Fans call out the PGA Tour for copying LIV Golf
Fans are known for their sarcasm, and it showed. “Hahaha, copied LIV again. For hating a tour so much, they sure do copy a lot of stuff they do,” said a fan. The irony is hard to miss. The PGA Tour-LIV Golf debate is not new, with almost every PGA Tour pro and analyst pointing out how it has impacted traditional golf. When something like this happens, the sarcasm follows.
Another said, “Wait… there’s concerts in golf?” Concerts have always been part of the Phoenix Open, but they have not always been visible across other tournaments. A fan being surprised by this in 2026 shows the PGA Tour still has ground to cover on mainstream appeal.

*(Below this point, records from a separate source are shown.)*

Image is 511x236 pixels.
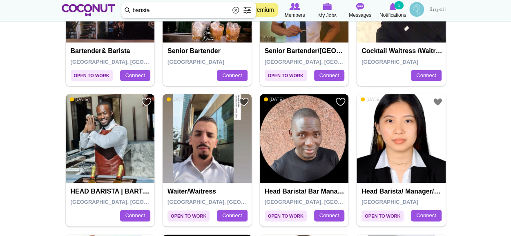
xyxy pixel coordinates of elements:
[217,210,247,221] a: Connect
[217,70,247,81] a: Connect
[411,70,441,81] a: Connect
[311,2,344,20] a: My Jobs My Jobs
[344,2,376,19] a: Messages Messages
[432,97,443,107] a: Add to Favourites
[361,188,443,195] h4: Head Barista/ Manager/Sweets Maker
[361,96,381,102] span: [DATE]
[318,11,336,20] span: My Jobs
[361,47,443,55] h4: Cocktail Waitress /Waitress / [GEOGRAPHIC_DATA]
[376,2,409,19] a: Notifications Notifications 1
[71,59,187,65] span: [GEOGRAPHIC_DATA], [GEOGRAPHIC_DATA]
[120,210,150,221] a: Connect
[71,188,152,195] h4: HEAD BARISTA | BARTENDER | COFFEE CONNOISSEUR
[425,2,450,18] a: العربية
[167,96,187,102] span: [DATE]
[265,199,381,205] span: [GEOGRAPHIC_DATA], [GEOGRAPHIC_DATA]
[264,96,284,102] span: [DATE]
[71,70,113,81] span: Open to Work
[265,188,346,195] h4: Head Barista/ Bar Manager
[314,70,344,81] a: Connect
[389,3,396,10] img: Notifications
[71,199,187,205] span: [GEOGRAPHIC_DATA], [GEOGRAPHIC_DATA]
[278,2,311,19] a: Browse Members Members
[62,4,115,16] img: Home
[238,97,249,107] a: Add to Favourites
[167,59,224,65] span: [GEOGRAPHIC_DATA]
[356,3,364,10] img: Messages
[284,11,305,19] span: Members
[394,1,403,9] small: 1
[361,59,418,65] span: [GEOGRAPHIC_DATA]
[265,70,307,81] span: Open to Work
[121,2,256,18] input: Search members by role or city
[314,210,344,221] a: Connect
[167,210,209,221] span: Open to Work
[265,210,307,221] span: Open to Work
[349,11,371,19] span: Messages
[323,3,332,10] img: My Jobs
[167,47,249,55] h4: Senior Bartender
[361,210,403,221] span: Open to Work
[141,97,151,107] a: Add to Favourites
[335,97,345,107] a: Add to Favourites
[238,3,278,17] a: Go Premium
[265,59,381,65] span: [GEOGRAPHIC_DATA], [GEOGRAPHIC_DATA]
[411,210,441,221] a: Connect
[120,70,150,81] a: Connect
[289,3,300,10] img: Browse Members
[167,188,249,195] h4: Waiter/Waitress
[71,47,152,55] h4: Bartender& Barista
[167,199,284,205] span: [GEOGRAPHIC_DATA], [GEOGRAPHIC_DATA]
[361,199,418,205] span: [GEOGRAPHIC_DATA]
[379,11,406,19] span: Notifications
[265,47,346,55] h4: Senior Bartender/[GEOGRAPHIC_DATA]
[70,96,90,102] span: [DATE]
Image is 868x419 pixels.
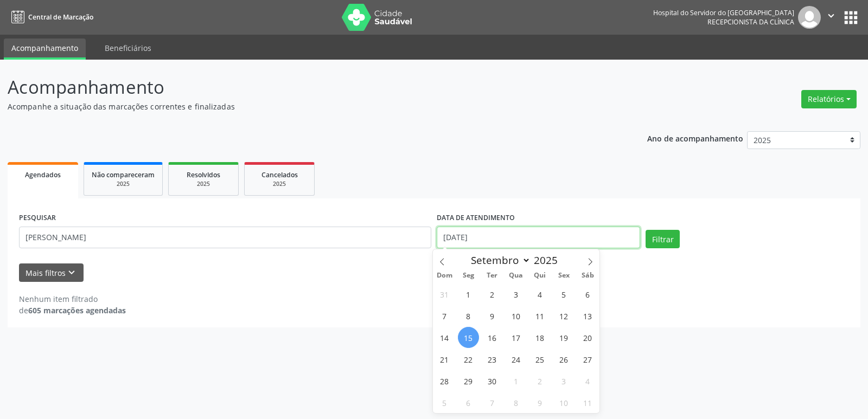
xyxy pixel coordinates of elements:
[458,348,479,369] span: Setembro 22, 2025
[92,170,155,179] span: Não compareceram
[577,348,598,369] span: Setembro 27, 2025
[577,284,598,305] span: Setembro 6, 2025
[482,392,503,413] span: Outubro 7, 2025
[577,305,598,327] span: Setembro 13, 2025
[19,210,56,227] label: PESQUISAR
[553,305,575,327] span: Setembro 12, 2025
[506,370,527,391] span: Outubro 1, 2025
[29,305,126,315] strong: 605 marcações agendadas
[647,131,743,145] p: Ano de acompanhamento
[482,370,503,391] span: Setembro 30, 2025
[482,284,503,305] span: Setembro 2, 2025
[8,74,604,101] p: Acompanhamento
[553,370,575,391] span: Outubro 3, 2025
[577,327,598,348] span: Setembro 20, 2025
[4,38,86,59] a: Acompanhamento
[458,370,479,391] span: Setembro 29, 2025
[576,272,600,279] span: Sáb
[842,8,860,27] button: apps
[821,6,842,29] button: 
[506,392,527,413] span: Outubro 8, 2025
[530,327,551,348] span: Setembro 18, 2025
[253,180,307,188] div: 2025
[553,348,575,369] span: Setembro 26, 2025
[29,13,93,22] span: Central de Marcação
[434,305,455,327] span: Setembro 7, 2025
[553,392,575,413] span: Outubro 10, 2025
[506,305,527,327] span: Setembro 10, 2025
[458,305,479,327] span: Setembro 8, 2025
[97,38,159,58] a: Beneficiários
[19,294,126,305] div: Nenhum item filtrado
[528,272,552,279] span: Qui
[434,284,455,305] span: Agosto 31, 2025
[577,370,598,391] span: Outubro 4, 2025
[530,284,551,305] span: Setembro 4, 2025
[434,348,455,369] span: Setembro 21, 2025
[458,327,479,348] span: Setembro 15, 2025
[434,370,455,391] span: Setembro 28, 2025
[707,17,794,26] span: Recepcionista da clínica
[8,101,604,112] p: Acompanhe a situação das marcações correntes e finalizadas
[530,392,551,413] span: Outubro 9, 2025
[798,6,821,29] img: img
[530,305,551,327] span: Setembro 11, 2025
[646,230,680,249] button: Filtrar
[504,272,528,279] span: Qua
[25,170,61,179] span: Agendados
[19,305,126,316] div: de
[482,327,503,348] span: Setembro 16, 2025
[506,327,527,348] span: Setembro 17, 2025
[825,10,837,22] i: 
[577,392,598,413] span: Outubro 11, 2025
[482,305,503,327] span: Setembro 9, 2025
[92,180,155,188] div: 2025
[177,180,231,188] div: 2025
[552,272,576,279] span: Sex
[8,8,93,26] a: Central de Marcação
[553,284,575,305] span: Setembro 5, 2025
[434,392,455,413] span: Outubro 5, 2025
[456,272,480,279] span: Seg
[19,227,431,249] input: Nome, código do beneficiário ou CPF
[531,253,567,267] input: Year
[553,327,575,348] span: Setembro 19, 2025
[530,348,551,369] span: Setembro 25, 2025
[437,227,640,249] input: Selecione um intervalo
[65,267,77,279] i: keyboard_arrow_down
[19,264,83,282] button: Mais filtroskeyboard_arrow_down
[482,348,503,369] span: Setembro 23, 2025
[466,252,531,268] select: Month
[653,8,794,17] div: Hospital do Servidor do [GEOGRAPHIC_DATA]
[506,348,527,369] span: Setembro 24, 2025
[186,170,220,179] span: Resolvidos
[437,210,515,227] label: DATA DE ATENDIMENTO
[434,327,455,348] span: Setembro 14, 2025
[262,170,298,179] span: Cancelados
[480,272,504,279] span: Ter
[458,284,479,305] span: Setembro 1, 2025
[801,90,857,108] button: Relatórios
[506,284,527,305] span: Setembro 3, 2025
[530,370,551,391] span: Outubro 2, 2025
[458,392,479,413] span: Outubro 6, 2025
[433,272,457,279] span: Dom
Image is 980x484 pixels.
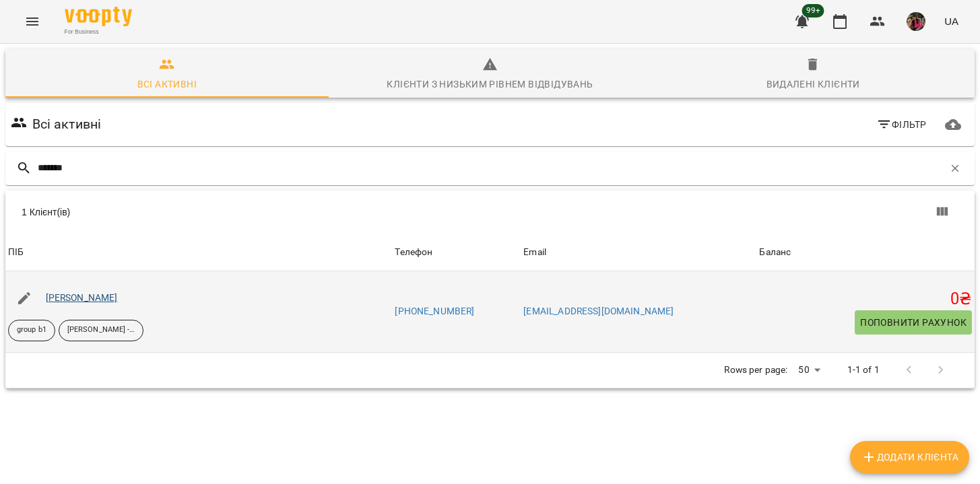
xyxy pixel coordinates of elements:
[860,315,966,330] span: Поповнити рахунок
[386,76,593,93] div: Клієнти з низьким рівнем відвідувань
[524,245,546,260] div: Sort
[16,5,48,38] button: Menu
[847,364,880,377] p: 1-1 of 1
[945,14,959,29] span: UA
[855,310,972,334] button: Поповнити рахунок
[395,245,432,260] div: Телефон
[17,324,47,336] p: group b1
[395,245,432,260] div: Sort
[524,306,673,316] a: [EMAIL_ADDRESS][DOMAIN_NAME]
[861,449,959,465] span: Додати клієнта
[32,114,102,135] h6: Всі активні
[759,245,791,260] div: Sort
[939,9,964,34] button: UA
[724,364,787,377] p: Rows per page:
[871,112,933,137] button: Фільтр
[850,441,969,473] button: Додати клієнта
[759,245,972,260] span: Баланс
[907,12,926,31] img: 7105fa523d679504fad829f6fcf794f1.JPG
[395,245,518,260] span: Телефон
[46,292,118,303] a: [PERSON_NAME]
[8,245,23,260] div: Sort
[65,28,132,36] span: For Business
[65,7,132,26] img: Voopty Logo
[759,289,972,309] h5: 0 ₴
[876,117,927,132] span: Фільтр
[767,76,860,93] div: Видалені клієнти
[524,245,546,260] div: Email
[5,190,975,233] div: Table Toolbar
[137,76,197,93] div: Всі активні
[59,320,143,341] div: [PERSON_NAME] - В1 Пн_Ср 20_00
[524,245,754,260] span: Email
[802,4,825,17] span: 99+
[395,306,475,316] a: [PHONE_NUMBER]
[927,196,959,228] button: Вигляд колонок
[22,205,499,219] div: 1 Клієнт(ів)
[759,245,791,260] div: Баланс
[8,320,55,341] div: group b1
[67,324,135,336] p: [PERSON_NAME] - В1 Пн_Ср 20_00
[8,245,389,260] span: ПІБ
[793,360,825,379] div: 50
[8,245,23,260] div: ПІБ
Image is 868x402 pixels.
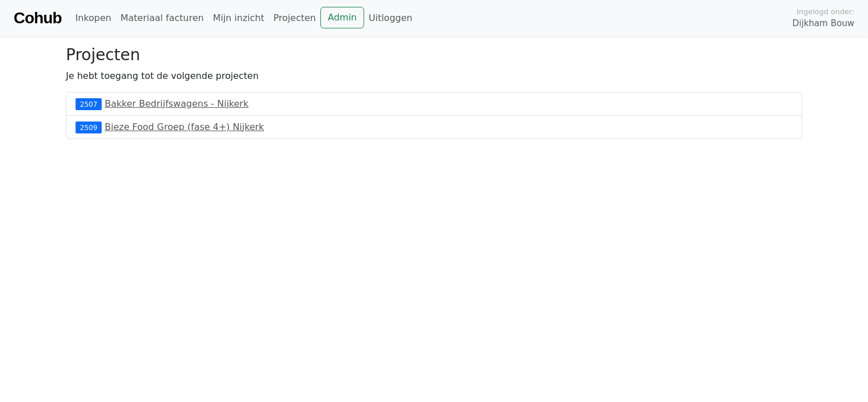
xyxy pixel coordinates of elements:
div: 2509 [75,122,102,133]
p: Je hebt toegang tot de volgende projecten [66,69,802,83]
a: Uitloggen [364,7,417,30]
a: Projecten [269,7,320,30]
div: 2507 [75,98,102,110]
a: Mijn inzicht [208,7,269,30]
a: Materiaal facturen [116,7,208,30]
a: Admin [320,7,364,28]
h3: Projecten [66,46,802,65]
a: Bieze Food Groep (fase 4+) Nijkerk [104,122,264,132]
a: Cohub [14,5,62,32]
span: Ingelogd onder: [796,6,854,17]
a: Inkopen [71,7,116,30]
a: Bakker Bedrijfswagens - Nijkerk [104,98,248,109]
span: Dijkham Bouw [792,17,854,30]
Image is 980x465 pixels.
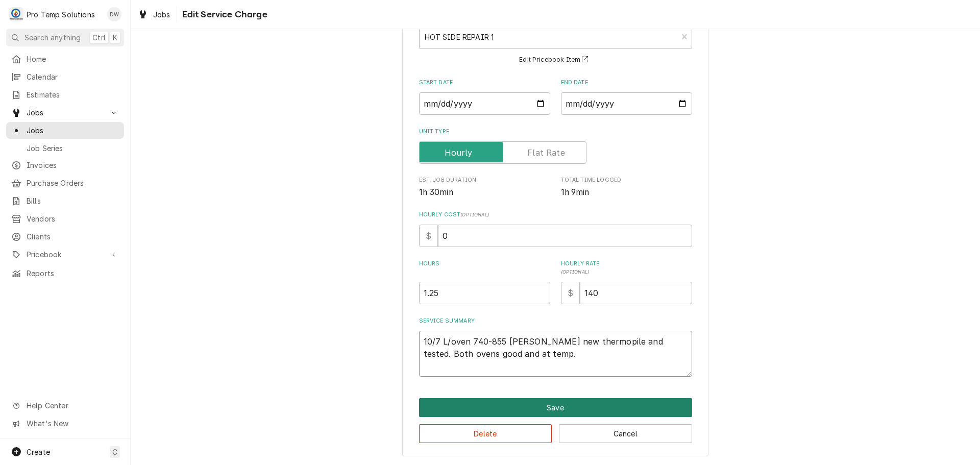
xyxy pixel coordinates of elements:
div: Pro Temp Solutions's Avatar [9,7,23,22]
label: Hourly Cost [419,210,692,219]
span: Calendar [27,72,119,82]
a: Jobs [134,6,175,23]
span: Est. Job Duration [419,176,550,184]
span: Jobs [153,9,171,20]
span: Purchase Orders [27,178,119,188]
a: Go to Pricebook [6,246,124,262]
div: Unit Type [419,128,692,164]
a: Job Series [6,139,124,157]
span: Jobs [27,125,119,136]
span: Est. Job Duration [419,186,550,199]
span: Job Series [27,143,119,153]
button: Save [419,398,692,417]
span: Estimates [27,90,119,100]
span: K [113,32,118,43]
span: Jobs [27,107,104,118]
span: Home [27,54,119,65]
span: Ctrl [93,32,106,43]
div: [object Object] [561,259,692,304]
a: Go to Jobs [6,104,124,121]
a: Go to What's New [6,414,124,432]
span: Pricebook [27,249,104,259]
div: Button Group Row [419,417,692,442]
label: Hourly Rate [561,259,692,276]
span: 1h 9min [561,187,589,197]
span: Clients [27,231,119,241]
span: What's New [27,417,118,428]
span: Invoices [27,160,119,171]
span: Bills [27,196,119,206]
button: Edit Pricebook Item [518,54,593,66]
div: Dana Williams's Avatar [108,7,122,22]
span: Total Time Logged [561,186,692,199]
a: Reports [6,265,124,282]
span: C [112,446,118,457]
button: Delete [419,424,553,442]
a: Jobs [6,122,124,139]
div: Short Description [419,16,692,65]
div: End Date [561,79,692,114]
span: Create [27,447,50,456]
a: Calendar [6,69,124,85]
label: Hours [419,259,550,276]
a: Go to Help Center [6,397,124,414]
label: Service Summary [419,317,692,325]
span: ( optional ) [461,212,489,217]
button: Cancel [559,424,692,442]
div: P [9,7,23,22]
div: Start Date [419,79,550,114]
button: Search anythingCtrlK [6,29,124,47]
span: Vendors [27,213,119,224]
div: [object Object] [419,259,550,304]
div: Total Time Logged [561,176,692,198]
span: 1h 30min [419,187,454,197]
div: Hourly Cost [419,210,692,247]
input: yyyy-mm-dd [419,93,550,114]
div: DW [108,7,122,22]
span: Help Center [27,400,118,410]
a: Invoices [6,157,124,174]
a: Purchase Orders [6,174,124,192]
a: Bills [6,192,124,210]
label: Start Date [419,79,550,86]
label: End Date [561,79,692,86]
span: Total Time Logged [561,176,692,184]
div: Button Group [419,398,692,442]
a: Vendors [6,210,124,227]
span: Search anything [24,32,80,43]
textarea: 10/7 L/oven 740-855 [PERSON_NAME] new thermopile and tested. Both ovens good and at temp. [419,330,692,376]
input: yyyy-mm-dd [561,93,692,114]
label: Unit Type [419,128,692,136]
a: Clients [6,228,124,245]
span: Edit Service Charge [179,8,267,22]
div: Pro Temp Solutions [27,9,95,20]
div: Button Group Row [419,398,692,417]
div: Service Summary [419,317,692,376]
div: Est. Job Duration [419,176,550,198]
a: Home [6,51,124,67]
div: $ [561,282,580,304]
a: Estimates [6,86,124,103]
span: ( optional ) [561,269,589,274]
div: $ [419,224,438,247]
span: Reports [27,268,119,279]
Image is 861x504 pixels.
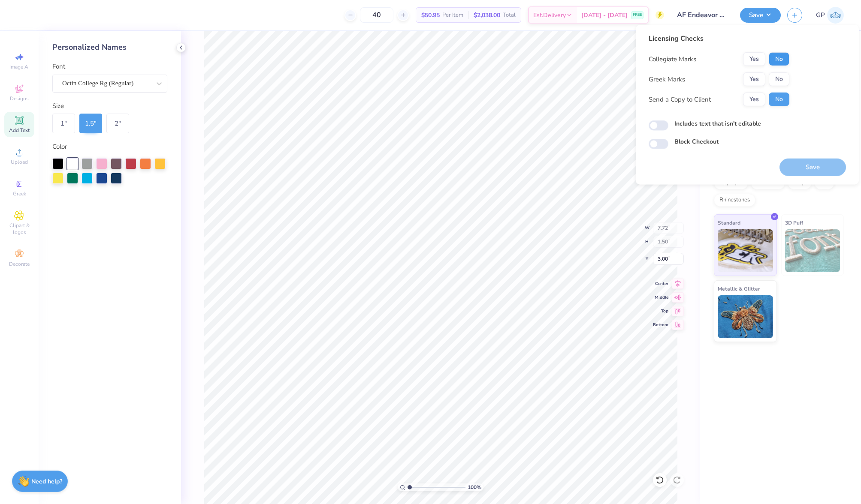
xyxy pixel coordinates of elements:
[674,119,761,128] label: Includes text that isn't editable
[670,7,734,23] input: Untitled Design
[653,295,669,300] span: Middle
[10,95,29,102] span: Designs
[53,41,168,53] div: Personalized Names
[53,142,168,152] div: Color
[816,7,844,23] a: GP
[360,8,393,23] input: – –
[4,222,34,236] span: Clipart & logos
[743,92,765,106] button: Yes
[474,11,500,20] span: $2,038.00
[718,296,773,338] img: Metallic & Glitter
[53,62,65,71] label: Font
[106,114,129,133] div: 2 "
[785,218,803,227] span: 3D Puff
[769,53,790,66] button: No
[649,34,790,44] div: Licensing Checks
[649,95,711,104] div: Send a Copy to Client
[468,483,482,491] span: 100 %
[13,191,26,197] span: Greek
[633,12,642,18] span: FREE
[9,64,29,70] span: Image AI
[674,137,719,146] label: Block Checkout
[79,114,102,133] div: 1.5 "
[421,11,440,20] span: $50.95
[718,218,740,227] span: Standard
[581,11,627,20] span: [DATE] - [DATE]
[769,72,790,86] button: No
[827,7,844,23] img: Gene Padilla
[9,260,29,267] span: Decorate
[718,229,773,272] img: Standard
[533,11,566,20] span: Est. Delivery
[653,308,669,314] span: Top
[743,53,765,66] button: Yes
[649,74,685,84] div: Greek Marks
[718,284,761,293] span: Metallic & Glitter
[503,11,515,20] span: Total
[785,229,840,272] img: 3D Puff
[53,101,168,111] div: Size
[714,194,755,206] div: Rhinestones
[9,127,29,134] span: Add Text
[649,54,696,64] div: Collegiate Marks
[740,8,781,23] button: Save
[743,72,765,86] button: Yes
[653,322,669,328] span: Bottom
[31,478,62,485] strong: Need help?
[769,92,790,106] button: No
[11,159,28,166] span: Upload
[816,10,825,20] span: GP
[53,114,75,133] div: 1 "
[653,281,669,287] span: Center
[442,11,464,20] span: Per Item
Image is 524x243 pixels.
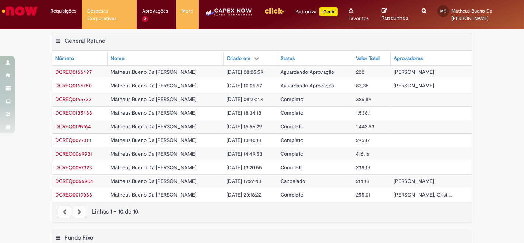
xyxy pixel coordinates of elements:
[381,14,408,21] span: Rascunhos
[356,109,370,116] span: 1.538,1
[280,55,295,62] div: Status
[110,137,196,143] span: Matheus Bueno Da [PERSON_NAME]
[50,7,76,15] span: Requisições
[319,7,337,16] p: +GenAi
[55,55,74,62] div: Número
[226,68,263,75] span: [DATE] 08:05:59
[52,201,471,222] nav: paginação
[55,137,91,143] a: Abrir Registro: DCREQ0077314
[226,55,250,62] div: Criado em
[55,123,91,130] a: Abrir Registro: DCREQ0125764
[226,123,262,130] span: [DATE] 15:56:29
[64,234,93,241] h2: Fundo Fixo
[110,164,196,170] span: Matheus Bueno Da [PERSON_NAME]
[110,96,196,102] span: Matheus Bueno Da [PERSON_NAME]
[356,150,369,157] span: 416,16
[55,150,92,157] span: DCREQ0069931
[280,109,303,116] span: Completo
[280,68,334,75] span: Aguardando Aprovação
[393,177,434,184] span: [PERSON_NAME]
[87,7,131,22] span: Despesas Corporativas
[226,177,261,184] span: [DATE] 17:27:43
[110,177,196,184] span: Matheus Bueno Da [PERSON_NAME]
[1,4,39,18] img: ServiceNow
[356,191,370,198] span: 255,01
[356,177,369,184] span: 214,13
[226,150,262,157] span: [DATE] 14:49:53
[356,96,371,102] span: 325,89
[142,7,168,15] span: Aprovações
[110,123,196,130] span: Matheus Bueno Da [PERSON_NAME]
[393,68,434,75] span: [PERSON_NAME]
[55,109,92,116] a: Abrir Registro: DCREQ0135488
[110,68,196,75] span: Matheus Bueno Da [PERSON_NAME]
[55,37,61,47] button: General Refund Menu de contexto
[55,191,92,198] span: DCREQ0019088
[356,137,370,143] span: 295,17
[204,7,253,22] img: CapexLogo5.png
[264,5,284,16] img: click_logo_yellow_360x200.png
[348,15,369,22] span: Favoritos
[64,37,105,45] h2: General Refund
[55,82,92,89] a: Abrir Registro: DCREQ0165750
[393,191,451,198] span: [PERSON_NAME], Cristi...
[226,82,262,89] span: [DATE] 10:05:57
[55,96,92,102] a: Abrir Registro: DCREQ0165733
[110,109,196,116] span: Matheus Bueno Da [PERSON_NAME]
[226,191,261,198] span: [DATE] 20:18:22
[55,177,93,184] span: DCREQ0066904
[280,191,303,198] span: Completo
[55,68,92,75] span: DCREQ0166497
[55,109,92,116] span: DCREQ0135488
[356,164,370,170] span: 238,19
[226,137,261,143] span: [DATE] 13:40:18
[226,96,263,102] span: [DATE] 08:28:48
[280,150,303,157] span: Completo
[226,164,262,170] span: [DATE] 13:20:55
[356,82,369,89] span: 83,35
[280,123,303,130] span: Completo
[55,177,93,184] a: Abrir Registro: DCREQ0066904
[55,68,92,75] a: Abrir Registro: DCREQ0166497
[55,137,91,143] span: DCREQ0077314
[58,207,466,216] div: Linhas 1 − 10 de 10
[356,55,379,62] div: Valor Total
[280,164,303,170] span: Completo
[55,164,92,170] span: DCREQ0067323
[381,8,410,21] a: Rascunhos
[440,8,446,13] span: ME
[55,82,92,89] span: DCREQ0165750
[393,55,422,62] div: Aprovadores
[55,123,91,130] span: DCREQ0125764
[110,191,196,198] span: Matheus Bueno Da [PERSON_NAME]
[451,8,492,21] span: Matheus Bueno Da [PERSON_NAME]
[110,82,196,89] span: Matheus Bueno Da [PERSON_NAME]
[142,16,148,22] span: 3
[295,7,337,16] div: Padroniza
[110,55,124,62] div: Nome
[55,96,92,102] span: DCREQ0165733
[110,150,196,157] span: Matheus Bueno Da [PERSON_NAME]
[55,150,92,157] a: Abrir Registro: DCREQ0069931
[55,191,92,198] a: Abrir Registro: DCREQ0019088
[226,109,261,116] span: [DATE] 18:34:18
[356,123,374,130] span: 1.442,53
[393,82,434,89] span: [PERSON_NAME]
[280,177,305,184] span: Cancelado
[356,68,364,75] span: 200
[280,96,303,102] span: Completo
[55,164,92,170] a: Abrir Registro: DCREQ0067323
[280,82,334,89] span: Aguardando Aprovação
[280,137,303,143] span: Completo
[182,7,193,15] span: More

“When LIV did it in 2023, it was cringe. When the PGA Tour catches up in 2026, it’s…” read another reaction. When LIV first rolled out its entertainment model in 2023, reports described the experience as one where the senses are assaulted by music blaring on the course and at post-round concerts. That was the criticism used to paint LIV as loud, gimmicky, and un-golf-like. Now the PGA Tour is delivering the same experience at its most prestigious event, The PLAYERS Championship.
Short and a direct jab, “LIV influenced.” Back then, LIV’s own senior advisor, Gary Davidson, specifically called out Adelaide 2023 as the moment “a lot of people saw LIV in a different light” and where the golf-and-entertainment model proved it could work. Shifting that energy to The PLAYERS Championship, with rappers, crowd surges at the 17th hole, and a song played twice by popular demand, is a different kind of bet for the PGA Tour.
“Next, you will be telling me PGAT will be running limited field no-cut events,” another user wrote. The comment points directly at LIV’s 48-player field structure, though LIV has moved to 72-hole events starting in 2026. But the PGA Tour has already moved in a similar direction, introducing limited-field Signature Events, several of which carry no cut.
The Ludacris set at The PLAYERS Championship was entertaining, and by crowd metrics, it worked. But the conversation it sparked has moved somewhere else entirely.